The structural read into the US open is the cleanest of the week. The Asia AI tape has bid the global complex with SoftBank +12 percent, Arm +16 percent overnight and the Nikkei +2.68 percent to a record, ES June futures sit +0.34 percent and Dow futures at fresh all-time-high projection, the S&P 500 is on track for its eighth consecutive weekly gain, and Nvidia itself looks set to retrace some of Thursday's 1.5 percent profit-taking on the dovish post-print Wall Street upgrade cycle. Against that, the Iran-US deal trade has paused on Khamenei's uranium directive, with WTI back at $101, oil-sector breadth re-firming, and the de-escalation premium that drove the May 19 to May 20 drift now partially reversed. The cleanest catalysts on Friday's docket are limited: no top-tier US macro releases, but Fed speakers and any Iran-talks headline tape will move risk in real time. The bearish risk to watch is a clean Treasury auction concession into Memorial Day weekend that lifts the 10-year back through 4.65 percent and re-tightens financial conditions into the long weekend. The bullish risk is a clean Iran de-escalation print that takes oil back through $95 and lets the index extend the weekly streak into a ninth.

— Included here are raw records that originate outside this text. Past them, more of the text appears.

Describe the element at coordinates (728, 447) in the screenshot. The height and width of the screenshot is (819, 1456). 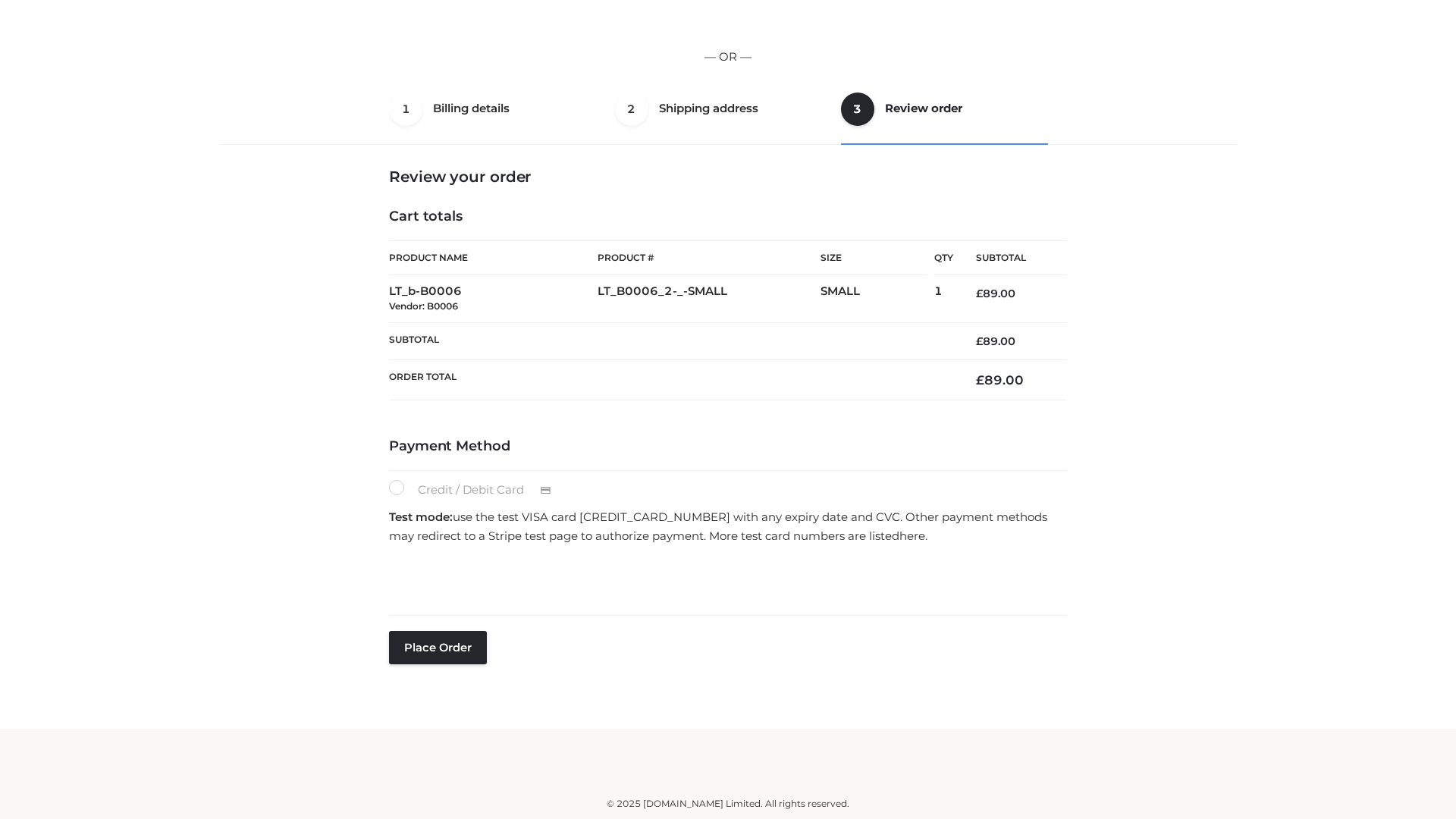
I see `h4: Payment Method` at that location.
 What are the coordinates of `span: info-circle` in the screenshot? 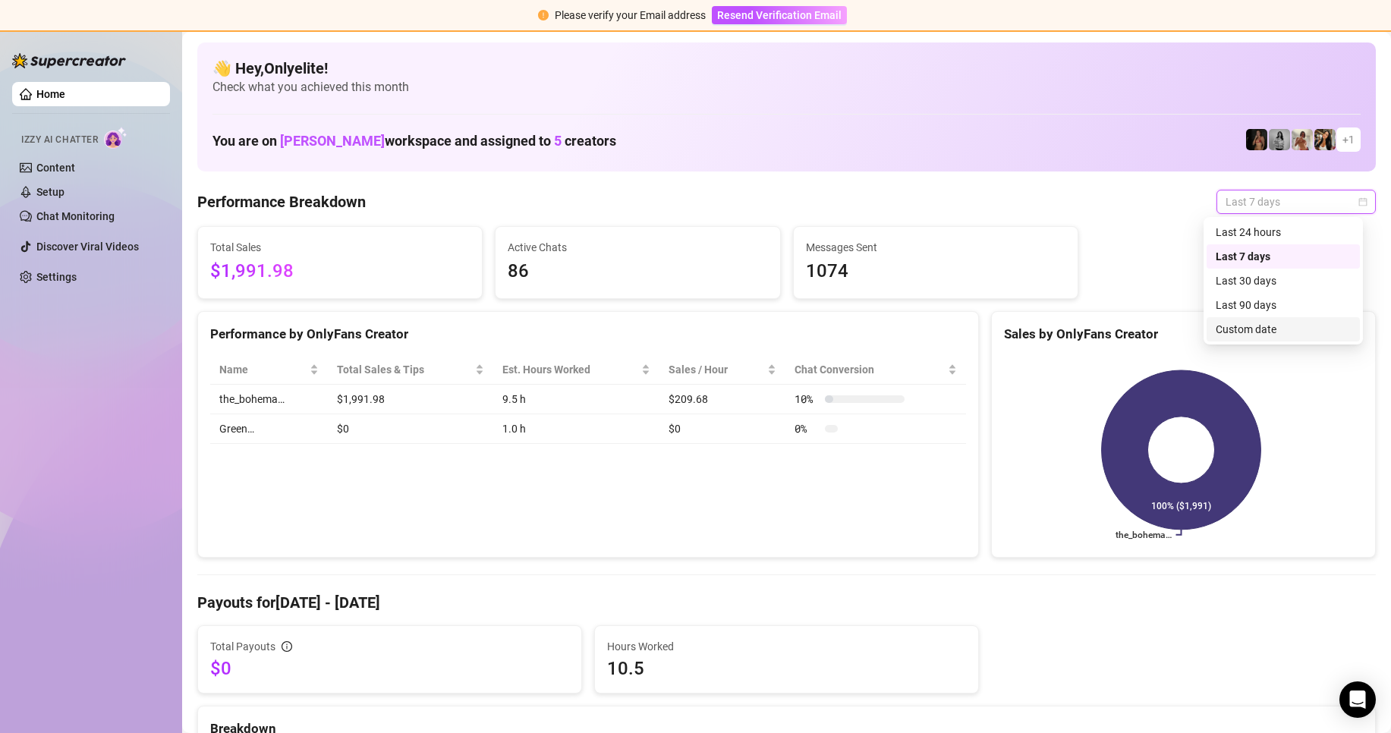 It's located at (287, 646).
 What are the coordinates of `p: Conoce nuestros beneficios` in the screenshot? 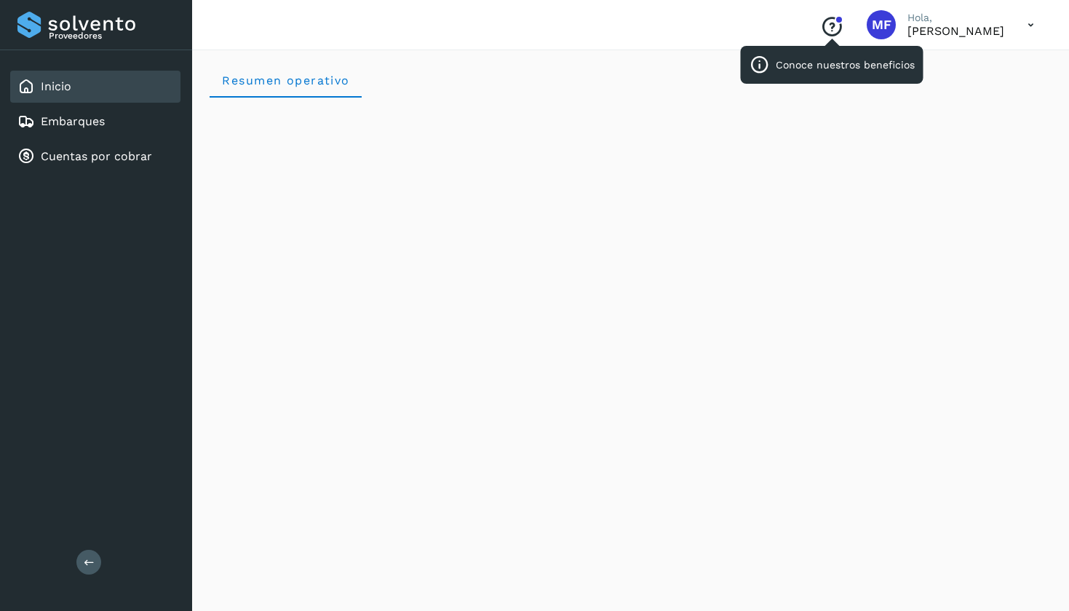 It's located at (845, 65).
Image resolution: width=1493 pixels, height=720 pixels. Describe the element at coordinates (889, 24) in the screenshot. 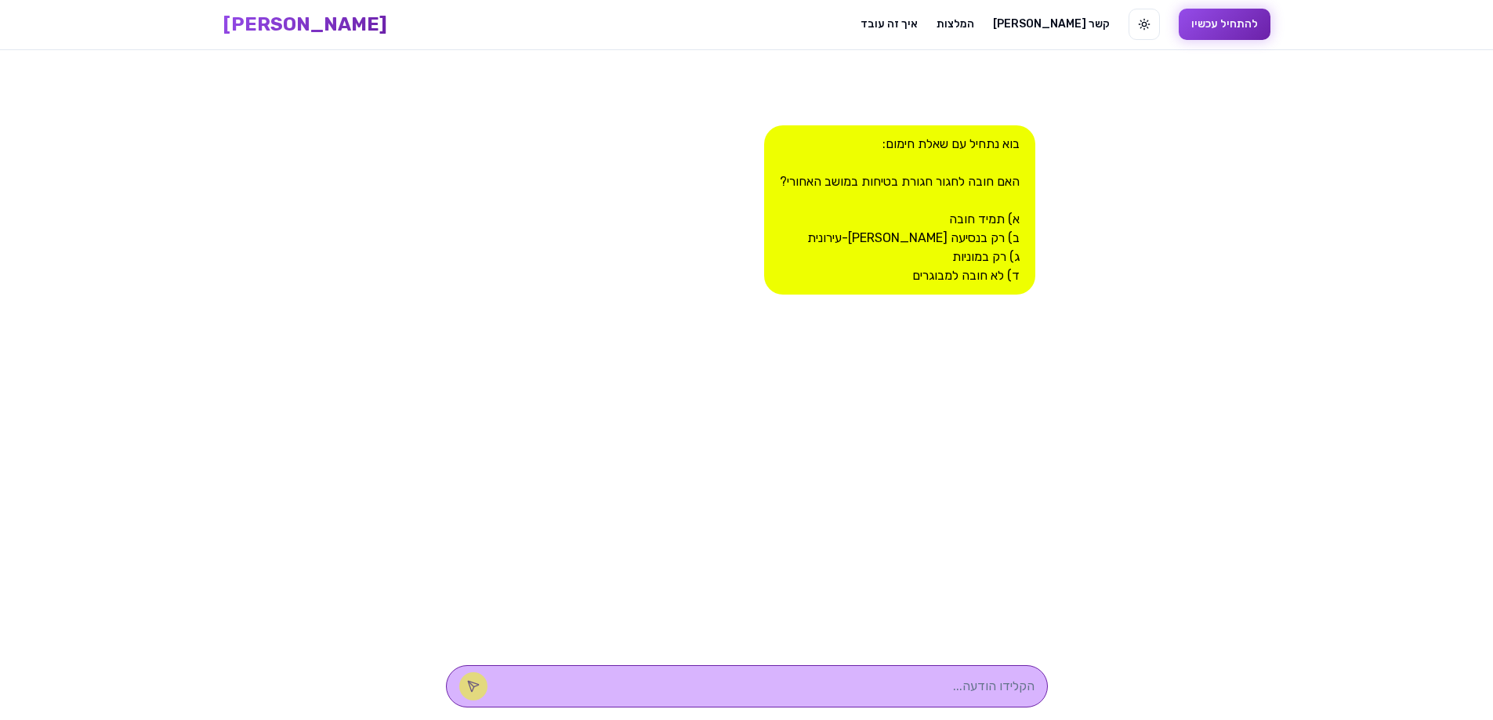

Key Takeaways: Friday Setup
  • Asia AI tape is the dominant overnight bid: SoftBank, Arm, Nvidia retrace ahead
  • S&P on track for 8th straight weekly gain; Dow at projected all-time high
  • Iran deal trade paused; WTI back at $101 on Khamenei uranium directive
  • No top-tier US macro; Fed speakers and Iran headline tape drive the day
  • Watch: 10-year through 4.65% (bearish) or oil through $95 (bullish for index)

Bottom Line

Friday May 22 is shaping up as the cleanest cross-asset risk-on print of the week. The post-Nvidia AI capex thesis has produced its biggest non-Nvidia winner in SoftBank Group, where a 20 percent Thursday surge was followed by a 12 percent Friday continuation, stacking more than $61 billion of incremental market capitalisation across two sessions and dragging Japan's Nikkei 225 to a 63,339 record. Arm Holdings, the Vision Fund's flagship public-market position, jumped more than 16 percent overnight on the same read-through. The US cash tape closed Thursday at 7,400 on profit-taking but ES June futures sit +0.34 percent overnight, putting the S&P 500 on track for its eighth consecutive weekly gain and Dow futures on a projected fresh all-time high. The structural offset is the Iran-US de-escalation trade pausing on Mojtaba Khamenei's overnight directive keeping Iran's enriched uranium on Iranian soil, with WTI front-month rebounding 3 percent to $101.07 and the Strait of Hormuz still closed in practice. BTC $77,454, ETH $2,128 and gold $4,524 are all consolidating, and the 10-year Treasury yield at 4.59 percent has retraced 11 basis points from Tuesday's 16-month peak. No top-tier US macro on the docket Friday; the Iran headline tape and any Fed speaker color are the dominant intraday catalysts.